Internet users are very familiar with the results of a search query displayed as a ranked list of snippets. Each textual snippet shows a content summary of the referred document (or webpage) and a link to it. This display has many advantages, for example, it affords easy navigation and is straightforward to interpret. Nonetheless, any user of search engines could possibly report some experience of disappointment with this metaphor. Indeed, it has limitations in particular situations, as it fails to provide an overview of the document collection retrieved. Moreover, depending on the nature of the query--for example, it may be too general, or ambiguous, or ill expressed--the desired information may be poorly ranked, or results may contemplate varied topics. Several search tasks would be easier if users were shown an overview of the returned documents, organized so as to reflect how related they are, content wise. We propose a visualization technique to display the results of web queries aimed at overcoming such limitations. It combines the neighborhood preservation capability of multidimensional projections with the familiar snippet-based representation by employing a multidimensional projection to derive two-dimensional layouts of the query search results that preserve text similarity relations, or neighborhoods. Similarity is computed by applying the cosine similarity over a "bag-of-words" vector representation of collection built from the snippets. If the snippets are displayed directly according to the derived layout, they will overlap considerably, producing a poor visualization. We overcome this problem by defining an energy functional that considers both the overlapping among snippets and the preservation of the neighborhood structure as given in the projected layout. Minimizing this energy functional provides a neighborhood preserving two-dimensional arrangement of the textual snippets with minimum overlap. The resulting visualization conveys both a global view of the query results and visual groupings that reflect related results, as illustrated in several examples shown.
Existing algorithms for building layouts from geometric primitives are typically designed to cope with requirements such as orthogonal alignment, overlap removal, optimal area usage, hierarchical organization, among others. However, most techniques are able to tackle just a few of those requirements simultaneously, impairing their use and flexibility. In this work we propose a novel methodology for building layouts from geometric primitives that concurrently addresses a wider range of requirements. Relying on multidimensional projection and mixed integer optimization, our approach arranges geometric objects in the visual space so as to generate well structured layouts that preserve the semantic relation among objects while still making an efficient use of display area. Moreover, scalability is handled through a hierarchical representation scheme combined with navigation tools. A comprehensive set of quantitative comparisons against existing geometry-based layouts and applications on text, image, and video data set visualization prove the effectiveness of our approach.
scite is a Brooklyn-based organization that helps researchers better discover and understand research articles through Smart Citations–citations that display the context of the citation and describe whether the article provides supporting or contrasting evidence. scite is used by students and researchers from around the world and is funded in part by the National Science Foundation and the National Institute on Drug Abuse of the National Institutes of Health.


▶ **EXERCISE DESCRIPTION**
For this exercise, copy out each line of the material below that includes "canvas".
════════════════
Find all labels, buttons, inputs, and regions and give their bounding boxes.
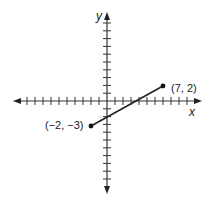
x-axis-right-arrow-icon: [194, 98, 202, 104]
endpoint-start: [89, 124, 94, 129]
endpoint-end: [161, 84, 166, 89]
x-axis-label: x: [188, 105, 196, 119]
endpoint-start-label: (−2, −3): [45, 119, 84, 131]
y-axis-label: y: [95, 9, 103, 23]
line-segment: [91, 86, 163, 126]
y-axis-down-arrow-icon: [104, 186, 110, 194]
endpoint-end-label: (7, 2): [171, 82, 197, 94]
x-axis-left-arrow-icon: [13, 98, 21, 104]
y-axis-up-arrow-icon: [104, 12, 110, 20]
coordinate-plane: y x (7, 2) (−2, −3): [0, 0, 209, 203]
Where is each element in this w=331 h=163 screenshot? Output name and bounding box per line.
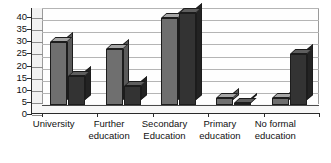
x-axis-tick	[319, 113, 320, 117]
bar-group	[106, 8, 147, 105]
bar-series-2	[234, 103, 251, 105]
bar-series-1	[50, 42, 67, 105]
category-label-line: No formal	[248, 118, 303, 130]
x-axis-tick	[97, 113, 98, 117]
bar-group	[216, 8, 257, 105]
category-label-line: education	[248, 130, 303, 142]
category-label-line: education	[81, 130, 136, 142]
x-axis-labels: UniversityFurthereducationSecondaryEduca…	[32, 118, 320, 160]
x-axis-category-label: SecondaryEducation	[137, 118, 192, 141]
x-axis-tick	[153, 113, 154, 117]
y-axis-tick	[27, 29, 32, 30]
y-axis-tick	[27, 90, 32, 91]
bar-series-2	[124, 86, 141, 105]
y-axis-tick	[27, 66, 32, 67]
y-axis-tick	[27, 78, 32, 79]
x-axis	[32, 113, 320, 114]
y-axis-tick-label: 30	[16, 37, 27, 47]
category-label-line: Primary	[192, 118, 247, 130]
bar-series-1	[106, 49, 123, 105]
bar-series-1	[161, 18, 178, 105]
y-axis-tick-label: 40	[16, 12, 27, 22]
x-axis-category-label: Furthereducation	[81, 118, 136, 141]
category-label-line: Education	[137, 130, 192, 142]
bar-series-2	[290, 54, 307, 105]
plot-area	[32, 8, 319, 114]
category-label-line: Further	[81, 118, 136, 130]
bar-series-1	[272, 98, 289, 105]
y-axis-tick-label: 15	[16, 73, 27, 83]
x-axis-tick	[208, 113, 209, 117]
gridline	[42, 105, 319, 106]
x-axis-category-label: No formaleducation	[248, 118, 303, 141]
x-axis-category-label: University	[26, 118, 81, 130]
category-label-line: education	[192, 130, 247, 142]
category-label-line: University	[26, 118, 81, 130]
y-axis-tick-label: 5	[22, 97, 27, 107]
x-axis-tick	[42, 113, 43, 117]
x-axis-category-label: Primaryeducation	[192, 118, 247, 141]
bar-series-2	[68, 76, 85, 105]
x-axis-tick	[264, 113, 265, 117]
y-axis: 0510152025303540	[31, 8, 32, 115]
y-axis-tick-label: 25	[16, 49, 27, 59]
bar-chart: 0510152025303540 UniversityFurthereducat…	[0, 0, 331, 163]
y-axis-tick	[27, 41, 32, 42]
y-axis-tick-label: 10	[16, 85, 27, 95]
bars-container	[42, 8, 319, 105]
y-axis-tick-label: 20	[16, 61, 27, 71]
bar-group	[161, 8, 202, 105]
bar-series-1	[216, 98, 233, 105]
bar-group	[272, 8, 313, 105]
bar-group	[50, 8, 91, 105]
category-label-line: Secondary	[137, 118, 192, 130]
bar-series-2	[179, 13, 196, 105]
y-axis-tick	[27, 17, 32, 18]
y-axis-tick	[27, 102, 32, 103]
y-axis-tick	[27, 53, 32, 54]
y-axis-tick-label: 35	[16, 24, 27, 34]
y-axis-tick	[27, 114, 32, 115]
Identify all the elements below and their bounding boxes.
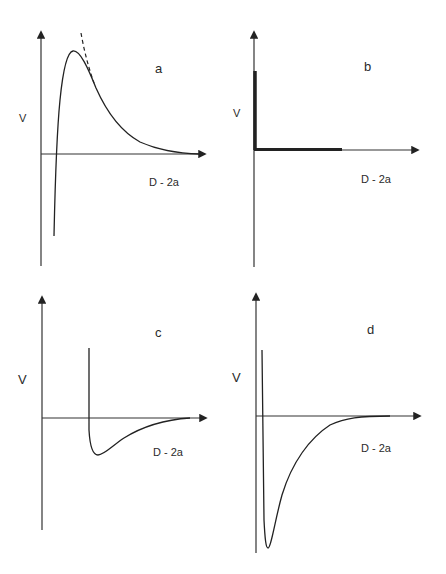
panel-d-y-axis-label: V <box>232 370 241 385</box>
panel-b-y-axis-label: V <box>233 107 240 119</box>
panel-a-dashed-asymptote <box>81 33 94 83</box>
panel-a-label: a <box>155 61 162 76</box>
panel-c <box>42 297 206 530</box>
panel-c-y-axis-label: V <box>18 372 27 387</box>
panel-c-label: c <box>155 325 162 340</box>
panel-a-x-axis-label: D - 2a <box>149 176 179 188</box>
panel-b-label: b <box>364 59 371 74</box>
panel-a-y-axis-label: V <box>19 112 26 124</box>
panel-d-label: d <box>367 322 374 337</box>
figure-canvas <box>0 0 446 574</box>
panel-a-curve <box>54 51 200 236</box>
panel-a <box>41 32 205 266</box>
panel-c-curve <box>89 348 190 455</box>
panel-d-x-axis-label: D - 2a <box>361 442 391 454</box>
panel-b-x-axis-label: D - 2a <box>361 173 391 185</box>
panel-b <box>254 32 418 267</box>
panel-c-x-axis-label: D - 2a <box>153 446 183 458</box>
panel-d <box>256 294 420 553</box>
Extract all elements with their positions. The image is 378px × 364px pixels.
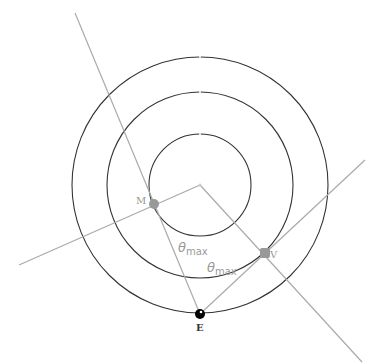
earth-point [195,309,205,319]
line-earth-venus [200,160,365,314]
theta-max-label-venus: θmax [207,260,237,277]
theta-subscript: max [186,246,208,257]
earth-highlight [200,311,203,314]
venus-label: V [269,249,278,260]
earth-label: E [196,322,204,333]
theta-max-label-mercury: θmax [178,240,208,257]
sight-lines [19,13,365,362]
venus-point [260,248,270,258]
line-sun-mercury-ext [19,185,200,265]
theta-subscript: max [215,266,237,277]
theta-symbol: θ [207,260,215,275]
elongation-diagram: M V E θmax θmax [0,0,378,364]
sun-point [199,184,202,187]
mercury-point [149,199,159,209]
theta-symbol: θ [178,240,186,255]
mercury-label: M [136,195,146,206]
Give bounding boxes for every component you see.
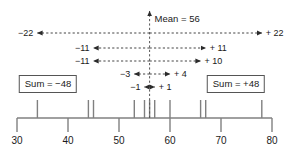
axis-tick-label-70: 70 xyxy=(215,136,226,146)
sum-negative-box: Sum = −48 xyxy=(19,75,77,93)
deviation-label-left-3: −3 xyxy=(120,70,130,79)
axis-tick-label-80: 80 xyxy=(266,136,277,146)
deviation-label-left-2: −11 xyxy=(75,57,90,66)
axis-tick-label-60: 60 xyxy=(164,136,175,146)
mean-line-label: Mean = 56 xyxy=(155,14,200,24)
deviation-label-right-3: + 4 xyxy=(174,70,187,79)
axis-tick-label-30: 30 xyxy=(11,136,22,146)
sum-positive-box: Sum = +48 xyxy=(207,75,265,93)
deviation-label-right-4: + 1 xyxy=(159,83,172,92)
deviation-label-right-1: + 11 xyxy=(210,44,227,53)
deviation-label-right-0: + 22 xyxy=(266,29,284,38)
axis-tick-label-40: 40 xyxy=(62,136,73,146)
deviation-label-right-2: + 10 xyxy=(205,57,223,66)
figure-canvas: Mean = 56 −22+ 22−11+ 11−11+ 10−3+ 4−1+ … xyxy=(0,0,294,157)
deviation-label-left-1: −11 xyxy=(75,44,90,53)
deviation-label-left-4: −1 xyxy=(130,83,140,92)
axis-tick-label-50: 50 xyxy=(113,136,124,146)
deviation-label-left-0: −22 xyxy=(18,29,33,38)
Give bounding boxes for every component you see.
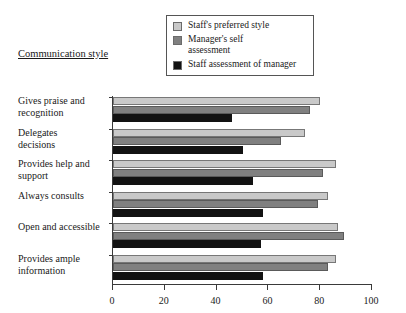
bar-group	[113, 192, 372, 217]
legend-swatch-staff-of-manager	[173, 61, 182, 70]
bar	[113, 169, 323, 177]
legend-swatch-staff-preferred	[173, 22, 182, 31]
x-axis-tick-label: 40	[211, 295, 221, 306]
category-label: Always consults	[18, 190, 110, 202]
chart-axis-title: Communication style	[18, 48, 108, 59]
category-label: Delegates decisions	[18, 127, 110, 151]
bar	[113, 137, 281, 145]
legend-label-staff-preferred: Staff's preferred style	[188, 20, 269, 31]
bar	[113, 192, 328, 200]
bar-group	[113, 223, 372, 248]
x-axis-tick-label: 0	[110, 295, 115, 306]
legend-swatch-manager-self	[173, 36, 182, 45]
category-label: Provides help and support	[18, 158, 110, 182]
x-axis-tick	[216, 285, 217, 290]
x-axis-tick-label: 60	[262, 295, 272, 306]
bar	[113, 97, 320, 105]
bar	[113, 129, 305, 137]
bar	[113, 240, 261, 248]
bar	[113, 160, 336, 168]
legend-label-manager-self: Manager's self assessment	[188, 34, 243, 56]
category-label: Provides ample information	[18, 253, 110, 277]
x-axis-tick-label: 100	[364, 295, 379, 306]
x-axis-tick	[319, 285, 320, 290]
legend-item-staff-of-manager: Staff assessment of manager	[173, 59, 308, 70]
bar-group	[113, 160, 372, 185]
bar	[113, 200, 318, 208]
x-axis-tick	[267, 285, 268, 290]
legend-item-manager-self: Manager's self assessment	[173, 34, 308, 56]
bar-group	[113, 97, 372, 122]
category-label: Open and accessible	[18, 221, 110, 233]
bar	[113, 272, 263, 280]
legend-label-staff-of-manager: Staff assessment of manager	[188, 59, 296, 70]
category-label: Gives praise and recognition	[18, 95, 110, 119]
legend-item-staff-preferred: Staff's preferred style	[173, 20, 308, 31]
x-axis-tick-label: 80	[314, 295, 324, 306]
x-axis-tick-label: 20	[159, 295, 169, 306]
bar	[113, 255, 336, 263]
x-axis-tick	[112, 285, 113, 290]
bar-chart-figure: Staff's preferred style Manager's self a…	[0, 0, 406, 313]
bar	[113, 106, 310, 114]
x-axis-tick	[371, 285, 372, 290]
bar-group	[113, 129, 372, 154]
bar	[113, 146, 243, 154]
x-axis-line	[112, 284, 372, 285]
bar	[113, 223, 338, 231]
plot-area: 020406080100	[112, 96, 372, 285]
bar	[113, 209, 263, 217]
x-axis-tick	[164, 285, 165, 290]
bar	[113, 263, 328, 271]
chart-legend: Staff's preferred style Manager's self a…	[166, 15, 314, 76]
bar	[113, 177, 253, 185]
bar	[113, 114, 232, 122]
bar-group	[113, 255, 372, 280]
bar	[113, 232, 344, 240]
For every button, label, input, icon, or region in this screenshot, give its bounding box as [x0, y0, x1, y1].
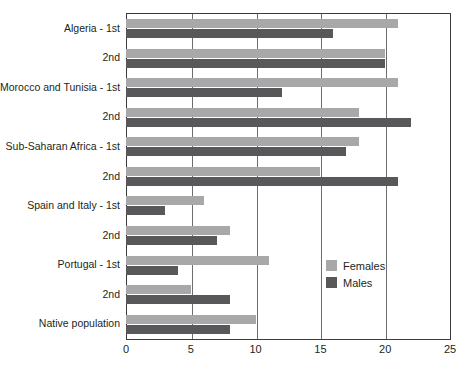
- bar-group: [126, 73, 450, 103]
- bar-females: [126, 226, 230, 235]
- x-tick-label: 5: [188, 343, 194, 356]
- bar-group: [126, 14, 450, 44]
- bar-males: [126, 88, 282, 97]
- y-axis-label: 2nd: [0, 52, 120, 63]
- chart-legend: FemalesMales: [326, 258, 422, 292]
- legend-swatch-icon: [326, 277, 337, 288]
- legend-swatch-icon: [326, 260, 337, 271]
- bar-group: [126, 191, 450, 221]
- bar-females: [126, 78, 398, 87]
- bar-group: [126, 309, 450, 339]
- bar-females: [126, 285, 191, 294]
- x-tick-label: 20: [379, 343, 391, 356]
- bar-females: [126, 49, 385, 58]
- bar-males: [126, 266, 178, 275]
- bar-males: [126, 325, 230, 334]
- bar-males: [126, 59, 385, 68]
- legend-item: Males: [326, 275, 422, 290]
- bar-group: [126, 44, 450, 74]
- bar-males: [126, 29, 333, 38]
- bar-females: [126, 137, 359, 146]
- bar-group: [126, 221, 450, 251]
- bar-group: [126, 162, 450, 192]
- x-tick-label: 25: [444, 343, 456, 356]
- bar-females: [126, 315, 256, 324]
- x-tick-label: 15: [314, 343, 326, 356]
- legend-label: Females: [343, 260, 385, 272]
- x-tick-label: 10: [249, 343, 261, 356]
- bar-chart: Algeria - 1st2ndMorocco and Tunisia - 1s…: [0, 0, 459, 375]
- bar-females: [126, 256, 269, 265]
- bar-females: [126, 196, 204, 205]
- bar-group: [126, 132, 450, 162]
- bar-males: [126, 206, 165, 215]
- bar-males: [126, 147, 346, 156]
- bar-gap: [126, 205, 450, 206]
- y-axis-label: 2nd: [0, 230, 120, 241]
- bar-males: [126, 177, 398, 186]
- y-axis-label: 2nd: [0, 111, 120, 122]
- y-axis-label: 2nd: [0, 289, 120, 300]
- bar-females: [126, 108, 359, 117]
- bar-males: [126, 118, 411, 127]
- y-axis-label: Sub-Saharan Africa - 1st: [0, 141, 120, 152]
- legend-label: Males: [343, 277, 372, 289]
- y-axis-labels: Algeria - 1st2ndMorocco and Tunisia - 1s…: [0, 14, 120, 339]
- x-tick-label: 0: [123, 343, 129, 356]
- y-axis-label: Algeria - 1st: [0, 23, 120, 34]
- bar-females: [126, 167, 320, 176]
- bar-group: [126, 103, 450, 133]
- y-axis-label: Portugal - 1st: [0, 259, 120, 270]
- bar-males: [126, 295, 230, 304]
- bar-females: [126, 19, 398, 28]
- bar-males: [126, 236, 217, 245]
- y-axis-label: Morocco and Tunisia - 1st: [0, 82, 120, 93]
- x-axis-ticks: 0510152025: [0, 343, 459, 361]
- legend-item: Females: [326, 258, 422, 273]
- y-axis-label: Spain and Italy - 1st: [0, 200, 120, 211]
- y-axis-label: Native population: [0, 318, 120, 329]
- y-axis-label: 2nd: [0, 171, 120, 182]
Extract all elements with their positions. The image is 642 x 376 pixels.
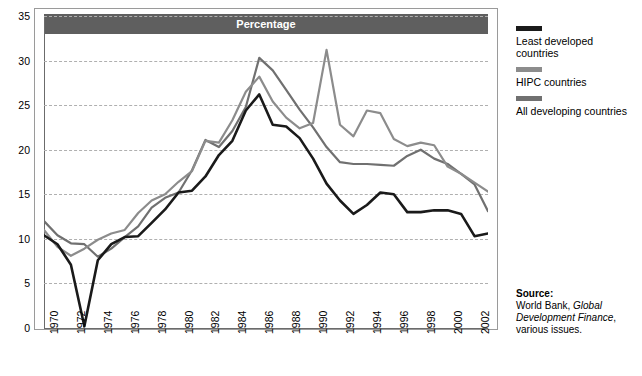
- series-lines: [44, 16, 488, 328]
- series-line: [44, 94, 488, 326]
- y-tick-label: 25: [0, 99, 30, 111]
- y-tick-label: 20: [0, 144, 30, 156]
- legend-label: Least developed countries: [516, 35, 636, 59]
- legend-label: All developing countries: [516, 105, 636, 117]
- x-tick-label: 1988: [290, 311, 302, 334]
- x-tick-label: 1992: [344, 311, 356, 334]
- legend-item: Least developed countries: [516, 26, 636, 59]
- legend-item: HIPC countries: [516, 67, 636, 88]
- source-text-em-2: Development Finance: [516, 312, 613, 323]
- legend-item: All developing countries: [516, 96, 636, 117]
- y-tick-label: 10: [0, 233, 30, 245]
- x-tick-label: 1986: [263, 311, 275, 334]
- legend-swatch: [516, 26, 542, 31]
- x-tick-label: 1974: [102, 311, 114, 334]
- source-text-em-1: Global: [573, 300, 602, 311]
- x-tick-label: 1976: [129, 311, 141, 334]
- y-tick-label: 35: [0, 10, 30, 22]
- plot-inner: [44, 16, 488, 328]
- x-tick-label: 1996: [398, 311, 410, 334]
- x-tick-label: 2002: [479, 311, 491, 334]
- x-tick-label: 1990: [317, 311, 329, 334]
- x-tick-label: 1982: [209, 311, 221, 334]
- x-tick-label: 1994: [371, 311, 383, 334]
- source-text-1: World Bank,: [516, 300, 573, 311]
- y-tick-label: 15: [0, 188, 30, 200]
- x-tick-label: 1998: [425, 311, 437, 334]
- source-heading: Source:: [516, 288, 638, 300]
- x-tick-label: 1978: [156, 311, 168, 334]
- y-tick-label: 30: [0, 55, 30, 67]
- chart-figure: Percentage 05101520253035 19701972197419…: [0, 0, 642, 376]
- chart-legend: Least developed countriesHIPC countriesA…: [516, 26, 636, 125]
- x-tick-label: 1972: [75, 311, 87, 334]
- legend-swatch: [516, 96, 542, 101]
- legend-swatch: [516, 67, 542, 72]
- plot-area: [44, 16, 488, 328]
- x-tick-label: 1980: [183, 311, 195, 334]
- x-tick-label: 1984: [236, 311, 248, 334]
- source-text-comma: ,: [613, 312, 616, 323]
- series-line: [44, 50, 488, 256]
- source-text-3: various issues.: [516, 324, 582, 335]
- x-tick-label: 1970: [48, 311, 60, 334]
- y-tick-label: 5: [0, 277, 30, 289]
- source-note: Source: World Bank, Global Development F…: [516, 288, 638, 336]
- y-tick-label: 0: [0, 322, 30, 334]
- legend-label: HIPC countries: [516, 76, 636, 88]
- x-tick-label: 2000: [452, 311, 464, 334]
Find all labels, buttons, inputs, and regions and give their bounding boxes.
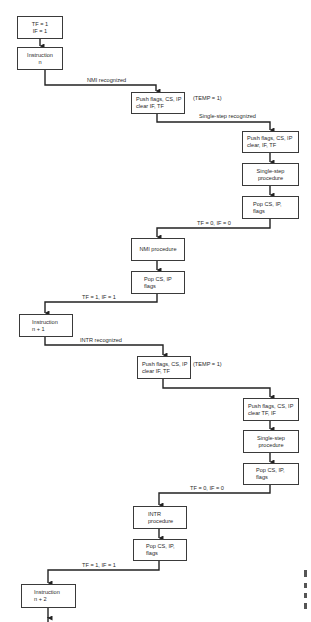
- node-instruction-n: Instruction n: [17, 47, 63, 70]
- label-intr-recognized: INTR recognized: [80, 337, 122, 343]
- clipped-text-fragment: [304, 603, 307, 609]
- node-line: IF = 1: [33, 28, 47, 35]
- node-line: n + 2: [34, 596, 71, 603]
- node-line: Pop CS, IP,: [146, 543, 182, 550]
- node-pop-cs-ip-flags-2: Pop CS, IP flags: [131, 271, 185, 294]
- node-line: Push flags, CS, IP: [248, 403, 294, 410]
- label-tf1-if1-a: TF = 1, IF = 1: [82, 294, 116, 300]
- node-pop-cs-ip-flags-1: Pop CS, IP, flags: [242, 196, 299, 219]
- label-single-step-recognized: Single-step recognized: [199, 113, 256, 119]
- node-push-flags-single-step-2: Push flags, CS, IP clear TF, IF: [243, 398, 299, 421]
- node-tf-if-set: TF = 1 IF = 1: [17, 16, 63, 39]
- node-line: flags: [144, 283, 180, 290]
- node-pop-cs-ip-flags-3: Pop CS, IP, flags: [243, 463, 299, 485]
- node-line: TF = 1: [32, 21, 48, 28]
- label-tf1-if1-b: TF = 1, IF = 1: [82, 562, 116, 568]
- clipped-text-fragment: [304, 583, 307, 588]
- node-line: clear IF, TF: [136, 103, 180, 110]
- node-intr-procedure: INTR procedure: [133, 506, 187, 529]
- label-temp-1-a: (TEMP = 1): [193, 95, 222, 101]
- node-push-flags-nmi: Push flags, CS, IP clear IF, TF: [131, 92, 185, 114]
- edge-n10-n11: [163, 378, 270, 397]
- label-nmi-recognized: NMI recognized: [87, 77, 126, 83]
- node-line: clear IF, TF: [142, 368, 186, 375]
- clipped-text-fragment: [304, 570, 307, 577]
- node-line: Single-step: [257, 435, 285, 442]
- label-tf0-if0-a: TF = 0, IF = 0: [197, 220, 231, 226]
- node-push-flags-single-step-1: Push flags, CS, IP clear, IF, TF: [242, 131, 299, 153]
- clipped-text-fragment: [304, 593, 307, 598]
- node-line: Push flags, CS, IP: [136, 96, 180, 103]
- node-line: Push flags, CS, IP: [142, 361, 186, 368]
- label-temp-1-b: (TEMP = 1): [193, 361, 222, 367]
- node-line: flags: [253, 208, 294, 215]
- node-line: INTR: [148, 511, 182, 518]
- node-nmi-procedure: NMI procedure: [131, 238, 185, 261]
- node-line: flags: [256, 474, 294, 481]
- node-instruction-n-plus-1: Instruction n + 1: [19, 314, 73, 337]
- node-line: procedure: [258, 175, 283, 182]
- node-line: Pop CS, IP: [144, 276, 180, 283]
- node-line: Pop CS, IP,: [256, 467, 294, 474]
- node-push-flags-intr: Push flags, CS, IP clear IF, TF: [137, 356, 191, 379]
- node-line: Single-step: [257, 168, 285, 175]
- node-line: procedure: [258, 442, 283, 449]
- node-line: Pop CS, IP,: [253, 201, 294, 208]
- node-line: Instruction: [32, 319, 68, 326]
- label-tf0-if0-b: TF = 0, IF = 0: [190, 485, 224, 491]
- node-line: n: [38, 59, 41, 66]
- node-single-step-procedure-1: Single-step procedure: [242, 163, 299, 186]
- node-pop-cs-ip-flags-4: Pop CS, IP, flags: [133, 539, 187, 561]
- node-line: n + 1: [32, 326, 68, 333]
- node-line: clear TF, IF: [248, 410, 294, 417]
- node-instruction-n-plus-2: Instruction n + 2: [21, 584, 76, 608]
- node-line: Push flags, CS, IP: [247, 135, 294, 142]
- node-line: Instruction: [27, 52, 53, 59]
- node-line: flags: [146, 550, 182, 557]
- node-line: clear, IF, TF: [247, 142, 294, 149]
- node-line: NMI procedure: [140, 246, 177, 253]
- flowchart: TF = 1 IF = 1 Instruction n Push flags, …: [0, 0, 311, 622]
- node-line: procedure: [148, 518, 182, 525]
- node-line: Instruction: [34, 589, 71, 596]
- node-single-step-procedure-2: Single-step procedure: [243, 430, 299, 453]
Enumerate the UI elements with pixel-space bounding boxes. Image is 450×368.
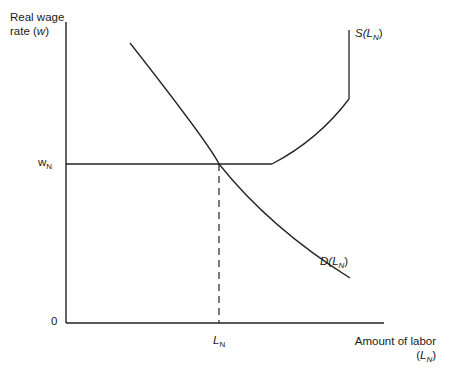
x-axis-label: Amount of labor (LN) <box>352 334 436 367</box>
supply-curve-label: S(LN) <box>355 26 383 45</box>
chart-canvas <box>0 0 450 368</box>
wage-tick-sub: N <box>46 162 52 171</box>
y-axis-label: Real wage rate (w) <box>10 10 64 38</box>
demand-label-close: ) <box>344 255 348 267</box>
wage-tick-label: wN <box>38 155 52 174</box>
origin-label: 0 <box>51 314 57 328</box>
labor-tick-label: LN <box>213 333 225 352</box>
y-axis-variable: w <box>37 25 45 37</box>
y-axis-label-line1: Real wage <box>10 11 64 23</box>
demand-label-prefix: D( <box>320 255 332 267</box>
y-axis-label-close: ) <box>45 25 49 37</box>
supply-label-close: ) <box>379 27 383 39</box>
x-axis-label-line1: Amount of labor <box>355 335 436 347</box>
labor-tick-sub: N <box>219 340 225 349</box>
y-axis-label-line2: rate ( <box>10 25 37 37</box>
demand-curve <box>130 43 350 278</box>
x-axis-paren-close: ) <box>432 349 436 361</box>
supply-rising-segment <box>272 99 349 164</box>
supply-label-prefix: S( <box>355 27 367 39</box>
demand-curve-label: D(LN) <box>320 254 348 273</box>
════════════════
▶ **SOLUTION TO THE PROBLEM**
figure-canvas <box>0 0 446 574</box>
figure-canvas: Mean = 56 −22+ 22−11+ 11−11+ 10−3+ 4−1+ … xyxy=(0,0,294,157)
chart-canvas <box>0 0 450 368</box>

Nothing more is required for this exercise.